Apply the file to the Kubernetes cluster:
kubectl apply -f secret-minio.yaml -n production
# secret/minio-secret created
Validate
Make sure the value of the MINIO_ROOT_USER
key in the secret matches adminuser
string:
kubectl get secret minio-secret -n production -o jsonpath='{.data.MINIO_ROOT_USER}' | base64 -d
# adminuser
StatefulSet¶
The last step for this lab is creation of StatefulSet for the MinIO server. StatefulSet is a management resource as a Deployment, which controls stateful applications only. The key differences between the two:
- StatefulSet creates and removes pods in a strict order;
- Deployment Pods are identical and can be interchanged;
- Deployment assigns random name suffix for Pods, StatefulSet uses sequential numbers;
- Pods managed by a Deployment share the same persistent storage while StatefulSet creates a volume for each replica.
For now, the storage setup for Kubernetes is not covered by this lab, so instead of persistent volumes you use in-memory storage.
Complete
Use this manifest to create MinIO stateful set:
apiVersion: apps/v1
kind: StatefulSet
metadata:
name: minio
labels:
app: minio
spec:
selector:
matchLabels:
app: minio
serviceName: minio
replicas: 1
template:
metadata:
labels:
app: minio
spec:
containers:
- name: minio
image: registry.hpc.ut.ee/mirror/minio/minio:RELEASE.2024-09-13T20-26-02Z #(1)
args: #(2)
- server
- /storage
env: #(3)
- name: MINIO_ROOT_USER
valueFrom:
secretKeyRef:
name: minio-secret
key: MINIO_ROOT_USER
- name: MINIO_ROOT_PASSWORD
valueFrom:
secretKeyRef:
name: minio-secret
key: MINIO_ROOT_PASSWORD
ports:
- containerPort: 9000
hostPort: 9000
volumeMounts: #(4)
- name: minio-storage
mountPath: "/storage"
volumes: # (5)
- name: minio-storage
emptyDir: {} #(6)
- This tag is fixed and after every Pod recreation the image content stays the same
- Custom args for the container
- Environment with secret data
- List of volume mounts
- List of volumes
- For now, we use emptyDir - an ephemeral storage without persistence. It's lifecycle bound to a Pod's one.

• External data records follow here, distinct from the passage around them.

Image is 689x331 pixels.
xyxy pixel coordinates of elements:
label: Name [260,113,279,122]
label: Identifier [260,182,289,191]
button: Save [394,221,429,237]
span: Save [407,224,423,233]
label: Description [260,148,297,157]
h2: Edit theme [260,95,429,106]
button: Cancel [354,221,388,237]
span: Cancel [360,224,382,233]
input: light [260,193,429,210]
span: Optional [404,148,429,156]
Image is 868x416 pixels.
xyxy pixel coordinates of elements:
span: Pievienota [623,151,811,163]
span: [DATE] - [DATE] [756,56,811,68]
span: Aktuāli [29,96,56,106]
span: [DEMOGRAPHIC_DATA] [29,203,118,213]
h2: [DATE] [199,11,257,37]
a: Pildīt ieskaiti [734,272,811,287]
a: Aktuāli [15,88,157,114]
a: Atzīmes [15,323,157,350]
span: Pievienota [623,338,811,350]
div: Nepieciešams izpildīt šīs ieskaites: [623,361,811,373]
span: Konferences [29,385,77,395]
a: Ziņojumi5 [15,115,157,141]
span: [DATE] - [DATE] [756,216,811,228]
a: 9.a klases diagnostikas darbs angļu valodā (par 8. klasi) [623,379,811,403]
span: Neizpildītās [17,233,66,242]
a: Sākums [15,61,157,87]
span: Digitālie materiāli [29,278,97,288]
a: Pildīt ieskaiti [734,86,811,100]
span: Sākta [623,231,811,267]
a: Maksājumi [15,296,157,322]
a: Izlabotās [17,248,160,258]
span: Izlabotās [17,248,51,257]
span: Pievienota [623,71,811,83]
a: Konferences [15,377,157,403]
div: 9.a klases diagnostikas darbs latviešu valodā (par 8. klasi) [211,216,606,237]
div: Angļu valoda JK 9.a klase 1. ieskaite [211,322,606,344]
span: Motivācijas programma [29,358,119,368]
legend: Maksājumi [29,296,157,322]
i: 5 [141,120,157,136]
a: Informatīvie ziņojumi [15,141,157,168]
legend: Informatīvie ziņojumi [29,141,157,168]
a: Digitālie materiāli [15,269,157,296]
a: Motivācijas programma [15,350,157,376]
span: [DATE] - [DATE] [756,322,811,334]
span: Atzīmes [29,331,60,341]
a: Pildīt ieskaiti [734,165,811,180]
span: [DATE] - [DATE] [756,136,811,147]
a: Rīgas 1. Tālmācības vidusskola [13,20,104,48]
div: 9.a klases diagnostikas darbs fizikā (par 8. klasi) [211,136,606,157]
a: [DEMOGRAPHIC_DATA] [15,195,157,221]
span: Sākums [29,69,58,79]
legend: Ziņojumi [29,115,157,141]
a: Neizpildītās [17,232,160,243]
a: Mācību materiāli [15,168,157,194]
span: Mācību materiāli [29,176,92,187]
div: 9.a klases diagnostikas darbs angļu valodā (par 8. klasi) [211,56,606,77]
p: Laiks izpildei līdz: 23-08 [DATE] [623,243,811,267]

As you can notice, the minio
StatefulSet references the minio-secret
in the manifest. This approach is helpful, when an application needs to share the credentials with a storage client service like history-server.
Validate
Now you can login into the minio-0
pod, create a storage alias and create a bucket in it.
# Create an alias for the current session
# Using this alias we can manage the object storage
mc alias set default http://0.0.0.0:9000 $MINIO_ROOT_USER $MINIO_ROOT_PASSWORD
# Create a "price-data" bucket in the storage
mc mb default/price-data
# Bucket created successfully `default/price-data`.